This important little booklet was published by Dayan Yechezkel Abramsky in London in 1939, and printed by Israel Narodiczky in Whitechapel, London.
It has been reprinted in Israel, and sometimes gets quoted in various articles on Jewish law, but this is the original printing.
Rabbi Yechezkel Abramsky was born in Daskovichy, near Grodno, in 1886. He studied in the yeshivos of Telz, Mir, Slabodka and Brisk and became a Rabbi who served in various Russian communities including Slutsk and Smolensk. He fought against the Soviet government’s attempts to suppress Jewish religion, and in 1931 was allowed to leave the Soviet Union in exchange for some German communist prisoners.
Coming to London, in 1931 he became Rabbi of the Machzike Hadath community in Brick Lane. In 1934 he became Rosh Beth Din of the London Beth Din (the Rabbinical Court). This was a bold move by the United Synagogue – to appoint a black coated Haredi Rabbi to lead the Beth Din, and he steered the Beth Din towards orthodox acceptability. He held this post for seventeen years.
Dayan Abramsky was a prolific writer, and I have previously written about a slightly later booklet of his, Eretz Yisroel, Nachalas Am Yisroel, which was printed in 1945, as well as others.
You will notice a couple of hand-written corrections on the first page, which could have been done by the printer, or by Dayan Abramsky himself.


* [Instructions for the task]: Repeat the records given below in full, with no changes.

(Source material)

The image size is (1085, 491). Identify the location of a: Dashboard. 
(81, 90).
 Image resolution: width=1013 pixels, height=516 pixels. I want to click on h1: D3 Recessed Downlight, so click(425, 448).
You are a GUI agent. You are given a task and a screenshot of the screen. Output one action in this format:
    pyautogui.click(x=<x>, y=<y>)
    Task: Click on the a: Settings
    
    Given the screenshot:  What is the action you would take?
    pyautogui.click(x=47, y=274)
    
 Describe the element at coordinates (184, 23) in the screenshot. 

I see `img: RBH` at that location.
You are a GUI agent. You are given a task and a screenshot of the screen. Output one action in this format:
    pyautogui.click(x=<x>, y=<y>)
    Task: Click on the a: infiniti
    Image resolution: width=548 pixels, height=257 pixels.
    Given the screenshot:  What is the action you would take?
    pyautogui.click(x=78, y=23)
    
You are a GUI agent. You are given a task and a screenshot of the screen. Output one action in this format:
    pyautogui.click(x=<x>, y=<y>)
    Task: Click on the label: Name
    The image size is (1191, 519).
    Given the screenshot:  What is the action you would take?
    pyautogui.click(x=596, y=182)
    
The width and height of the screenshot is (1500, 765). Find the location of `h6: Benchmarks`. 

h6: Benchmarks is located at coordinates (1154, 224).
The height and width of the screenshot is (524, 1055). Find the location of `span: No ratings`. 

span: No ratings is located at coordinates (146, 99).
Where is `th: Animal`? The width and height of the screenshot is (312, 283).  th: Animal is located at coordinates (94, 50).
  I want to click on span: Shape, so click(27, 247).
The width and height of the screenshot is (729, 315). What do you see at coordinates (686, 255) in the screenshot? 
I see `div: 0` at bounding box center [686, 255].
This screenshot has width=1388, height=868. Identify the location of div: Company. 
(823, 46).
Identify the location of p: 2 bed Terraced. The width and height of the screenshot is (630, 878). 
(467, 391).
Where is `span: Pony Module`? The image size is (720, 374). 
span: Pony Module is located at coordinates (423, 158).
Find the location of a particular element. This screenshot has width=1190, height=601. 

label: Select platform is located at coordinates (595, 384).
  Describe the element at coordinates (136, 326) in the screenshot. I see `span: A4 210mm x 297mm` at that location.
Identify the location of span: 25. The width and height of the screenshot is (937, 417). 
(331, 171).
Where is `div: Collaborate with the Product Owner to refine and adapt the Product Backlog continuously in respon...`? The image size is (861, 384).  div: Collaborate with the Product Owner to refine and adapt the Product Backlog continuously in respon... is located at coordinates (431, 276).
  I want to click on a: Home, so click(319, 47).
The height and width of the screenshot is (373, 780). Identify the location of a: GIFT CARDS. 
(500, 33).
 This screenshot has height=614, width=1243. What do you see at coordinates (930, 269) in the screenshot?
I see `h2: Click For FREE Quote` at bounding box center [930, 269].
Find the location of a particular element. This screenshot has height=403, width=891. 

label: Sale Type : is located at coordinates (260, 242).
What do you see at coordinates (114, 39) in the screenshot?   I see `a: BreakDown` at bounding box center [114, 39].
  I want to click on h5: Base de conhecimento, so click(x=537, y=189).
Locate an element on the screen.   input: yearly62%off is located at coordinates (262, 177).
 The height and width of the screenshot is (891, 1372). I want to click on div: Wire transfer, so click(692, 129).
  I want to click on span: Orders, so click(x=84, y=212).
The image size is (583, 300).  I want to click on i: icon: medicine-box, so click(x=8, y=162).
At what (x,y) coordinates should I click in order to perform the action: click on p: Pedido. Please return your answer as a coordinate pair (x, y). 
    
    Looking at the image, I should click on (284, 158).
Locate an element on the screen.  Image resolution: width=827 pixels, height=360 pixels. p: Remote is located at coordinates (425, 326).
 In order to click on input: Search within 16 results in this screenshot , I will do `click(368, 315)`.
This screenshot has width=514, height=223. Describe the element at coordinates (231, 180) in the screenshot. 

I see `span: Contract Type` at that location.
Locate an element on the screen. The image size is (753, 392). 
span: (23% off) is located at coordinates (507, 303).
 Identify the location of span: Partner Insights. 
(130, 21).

(End Source material)

* [Reply to the task]:
The image size is (1085, 491). Identify the location of a: Dashboard. 
(81, 90).
 Image resolution: width=1013 pixels, height=516 pixels. I want to click on h1: D3 Recessed Downlight, so click(425, 448).
You are a GUI agent. You are given a task and a screenshot of the screen. Output one action in this format:
    pyautogui.click(x=<x>, y=<y>)
    Task: Click on the a: Settings
    
    Given the screenshot:  What is the action you would take?
    pyautogui.click(x=47, y=274)
    
 Describe the element at coordinates (184, 23) in the screenshot. 

I see `img: RBH` at that location.
You are a GUI agent. You are given a task and a screenshot of the screen. Output one action in this format:
    pyautogui.click(x=<x>, y=<y>)
    Task: Click on the a: infiniti
    Image resolution: width=548 pixels, height=257 pixels.
    Given the screenshot:  What is the action you would take?
    pyautogui.click(x=78, y=23)
    
You are a GUI agent. You are given a task and a screenshot of the screen. Output one action in this format:
    pyautogui.click(x=<x>, y=<y>)
    Task: Click on the label: Name
    The image size is (1191, 519).
    Given the screenshot:  What is the action you would take?
    pyautogui.click(x=596, y=182)
    
The width and height of the screenshot is (1500, 765). Find the location of `h6: Benchmarks`. 

h6: Benchmarks is located at coordinates (1154, 224).
The height and width of the screenshot is (524, 1055). Find the location of `span: No ratings`. 

span: No ratings is located at coordinates (146, 99).
Where is `th: Animal`? The width and height of the screenshot is (312, 283).  th: Animal is located at coordinates (94, 50).
  I want to click on span: Shape, so click(27, 247).
The width and height of the screenshot is (729, 315). What do you see at coordinates (686, 255) in the screenshot? 
I see `div: 0` at bounding box center [686, 255].
This screenshot has width=1388, height=868. Identify the location of div: Company. 
(823, 46).
Identify the location of p: 2 bed Terraced. The width and height of the screenshot is (630, 878). 
(467, 391).
Where is `span: Pony Module`? The image size is (720, 374). 
span: Pony Module is located at coordinates (423, 158).
Find the location of a particular element. This screenshot has width=1190, height=601. 

label: Select platform is located at coordinates (595, 384).
  Describe the element at coordinates (136, 326) in the screenshot. I see `span: A4 210mm x 297mm` at that location.
Identify the location of span: 25. The width and height of the screenshot is (937, 417). 
(331, 171).
Where is `div: Collaborate with the Product Owner to refine and adapt the Product Backlog continuously in respon...`? The image size is (861, 384).  div: Collaborate with the Product Owner to refine and adapt the Product Backlog continuously in respon... is located at coordinates (431, 276).
  I want to click on a: Home, so click(319, 47).
The height and width of the screenshot is (373, 780). Identify the location of a: GIFT CARDS. 
(500, 33).
 This screenshot has height=614, width=1243. What do you see at coordinates (930, 269) in the screenshot?
I see `h2: Click For FREE Quote` at bounding box center [930, 269].
Find the location of a particular element. This screenshot has height=403, width=891. 

label: Sale Type : is located at coordinates (260, 242).
What do you see at coordinates (114, 39) in the screenshot?   I see `a: BreakDown` at bounding box center [114, 39].
  I want to click on h5: Base de conhecimento, so click(x=537, y=189).
Locate an element on the screen.   input: yearly62%off is located at coordinates (262, 177).
 The height and width of the screenshot is (891, 1372). I want to click on div: Wire transfer, so click(692, 129).
  I want to click on span: Orders, so click(x=84, y=212).
The image size is (583, 300).  I want to click on i: icon: medicine-box, so click(x=8, y=162).
At what (x,y) coordinates should I click in order to perform the action: click on p: Pedido. Please return your answer as a coordinate pair (x, y). 
    
    Looking at the image, I should click on (284, 158).
Locate an element on the screen.  Image resolution: width=827 pixels, height=360 pixels. p: Remote is located at coordinates (425, 326).
 In order to click on input: Search within 16 results in this screenshot , I will do `click(368, 315)`.
This screenshot has width=514, height=223. Describe the element at coordinates (231, 180) in the screenshot. 

I see `span: Contract Type` at that location.
Locate an element on the screen. The image size is (753, 392). 
span: (23% off) is located at coordinates (507, 303).
 Identify the location of span: Partner Insights. 
(130, 21).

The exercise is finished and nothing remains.